On 04/22/10 10:23, Paul Wouters wrote:
On Thu, 22 Apr 2010, Chris Thompson wrote:

I have the same problems with our validating unbound instance.

I suspect that this has to do with

dig +dnssec +norec dnskey uspto.gov @dns1.uspto.gov.
dig +dnssec +norec dnskey uspto.gov @sns2.uspto.gov.

failing with timeouts, while dig +dnssec +norec +vc dnskey uspto.gov
@dns1.uspto.gov.
dig +dnssec +norec +vc dnskey uspto.gov @dns2.uspto.gov.

work fine ... with a 1736-byte answer. Probably the fragmented
UDP response is getting lost somewhere near the authoritative
servers themselves.

But wouldn't it fall back to TCP then? Also with dig +cd I got an
instant answer, and the (old) cache dump contains the dnskey.

But it doesn't contain the RRSIGs for the DNSKEY. 'dig +norec +cdflag dnskey uspto.gov @dns1.uspto.gov' does not contain RRSIGs so it is only 1131 bytes. A non-EDNS0 query will receive the TC bit and will retry in TCP. 'dig +dnssec +norec dnskey uspto.gov @sns2.uspto.gov' has a response that includes the RRSIGs and is 1736 bytes, which on most ethernets will cause UDP fragmentation. I get a timeout when using dig with +dnssec and without +vc. However, 'dig +bufsize=1024 +dnssec +norec dnskey uspto.gov @dns1.uspto.gov' which sets an EDNS0 buffer size of 1024, does get a response, after retrying in TCP mode.

In other words, uspto.gov's DNS servers and network are able to send responses longer than 512 bytes, but if the response is longer than 1500 bytes, something in the network between those DNS servers and the rest of us is blocking the UDP fragments.

Note that later versions of BIND can generally deal with this, as they will lower their EDNS0 buffer sizes until they get a response.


WHAT THIS TASK INVOLVES: Which lines below hold the word "strong"? Report each one.
○ ○ ○ ○ ○ ○ ○
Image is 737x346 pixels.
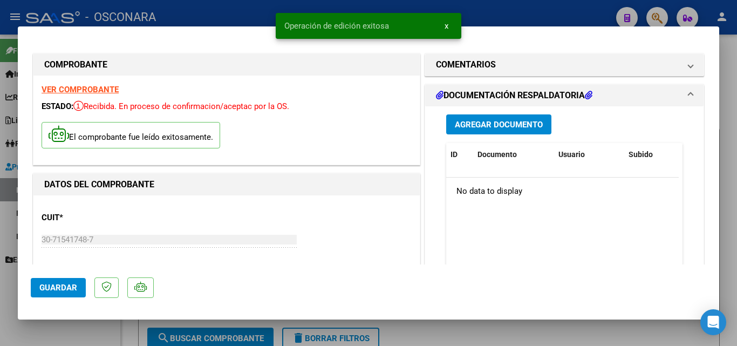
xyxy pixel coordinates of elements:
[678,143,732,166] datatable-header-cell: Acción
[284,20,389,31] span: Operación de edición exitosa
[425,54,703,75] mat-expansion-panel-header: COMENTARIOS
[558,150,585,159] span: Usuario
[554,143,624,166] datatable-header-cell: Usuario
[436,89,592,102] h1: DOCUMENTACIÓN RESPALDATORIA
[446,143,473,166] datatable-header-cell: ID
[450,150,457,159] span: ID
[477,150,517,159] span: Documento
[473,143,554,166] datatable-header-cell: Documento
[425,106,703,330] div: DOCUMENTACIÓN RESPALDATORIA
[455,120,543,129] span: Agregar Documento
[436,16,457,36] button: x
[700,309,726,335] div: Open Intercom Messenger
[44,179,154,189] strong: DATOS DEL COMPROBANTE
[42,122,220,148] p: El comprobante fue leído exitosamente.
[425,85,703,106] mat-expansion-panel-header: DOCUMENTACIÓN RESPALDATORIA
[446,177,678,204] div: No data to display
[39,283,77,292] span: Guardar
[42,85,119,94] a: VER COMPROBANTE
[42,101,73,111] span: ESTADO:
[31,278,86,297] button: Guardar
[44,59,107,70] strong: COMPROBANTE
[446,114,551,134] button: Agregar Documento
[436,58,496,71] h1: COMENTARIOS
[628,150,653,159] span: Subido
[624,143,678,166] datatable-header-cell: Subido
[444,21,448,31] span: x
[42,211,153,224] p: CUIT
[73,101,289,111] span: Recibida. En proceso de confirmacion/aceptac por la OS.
○ ○ ○ ○ ○ ○ ○
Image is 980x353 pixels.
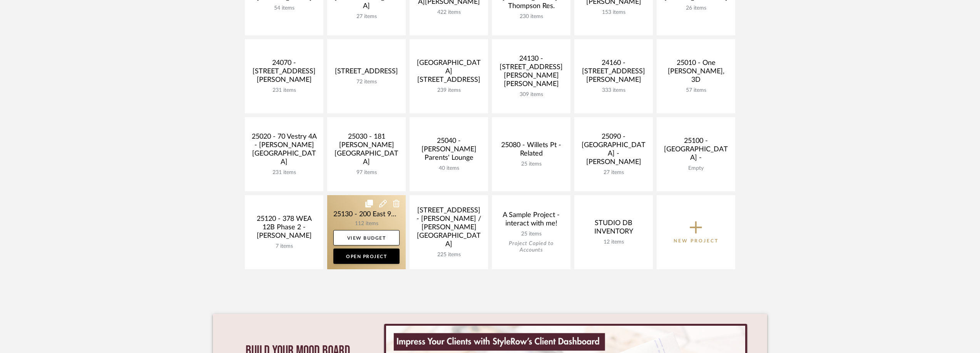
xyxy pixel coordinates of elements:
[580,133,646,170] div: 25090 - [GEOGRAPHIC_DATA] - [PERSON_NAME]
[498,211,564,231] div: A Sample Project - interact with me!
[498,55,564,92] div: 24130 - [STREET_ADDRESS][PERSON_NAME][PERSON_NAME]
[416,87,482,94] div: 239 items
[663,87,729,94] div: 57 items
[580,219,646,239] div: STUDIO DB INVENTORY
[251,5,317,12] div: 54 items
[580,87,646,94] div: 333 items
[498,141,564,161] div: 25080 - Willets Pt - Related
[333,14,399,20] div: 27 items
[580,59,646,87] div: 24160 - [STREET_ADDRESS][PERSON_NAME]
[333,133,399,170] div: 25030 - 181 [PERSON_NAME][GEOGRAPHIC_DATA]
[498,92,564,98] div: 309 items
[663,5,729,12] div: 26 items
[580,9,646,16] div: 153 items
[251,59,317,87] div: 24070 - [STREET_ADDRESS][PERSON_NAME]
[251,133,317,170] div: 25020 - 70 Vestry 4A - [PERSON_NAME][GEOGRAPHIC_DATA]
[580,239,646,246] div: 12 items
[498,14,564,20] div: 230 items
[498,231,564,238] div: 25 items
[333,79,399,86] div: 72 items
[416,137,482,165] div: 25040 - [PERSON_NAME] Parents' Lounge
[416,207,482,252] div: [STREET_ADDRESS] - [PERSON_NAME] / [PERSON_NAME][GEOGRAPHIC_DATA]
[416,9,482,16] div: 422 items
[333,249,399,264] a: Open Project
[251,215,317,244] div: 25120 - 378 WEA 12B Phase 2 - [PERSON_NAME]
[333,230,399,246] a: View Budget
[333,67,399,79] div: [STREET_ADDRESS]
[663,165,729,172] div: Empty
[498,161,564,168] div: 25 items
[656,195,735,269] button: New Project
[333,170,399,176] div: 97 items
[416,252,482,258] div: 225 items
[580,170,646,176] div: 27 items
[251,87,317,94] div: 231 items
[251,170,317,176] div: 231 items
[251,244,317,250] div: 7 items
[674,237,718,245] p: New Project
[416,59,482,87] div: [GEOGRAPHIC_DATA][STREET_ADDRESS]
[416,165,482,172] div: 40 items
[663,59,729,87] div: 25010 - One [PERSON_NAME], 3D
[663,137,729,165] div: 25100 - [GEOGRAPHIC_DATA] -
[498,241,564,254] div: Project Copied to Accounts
○ ○ ○ ○ ○ ○ ○
ANSWER TO THE EXERCISE:
[44,179,154,189] strong: DATOS DEL COMPROBANTE
[44,59,107,70] strong: COMPROBANTE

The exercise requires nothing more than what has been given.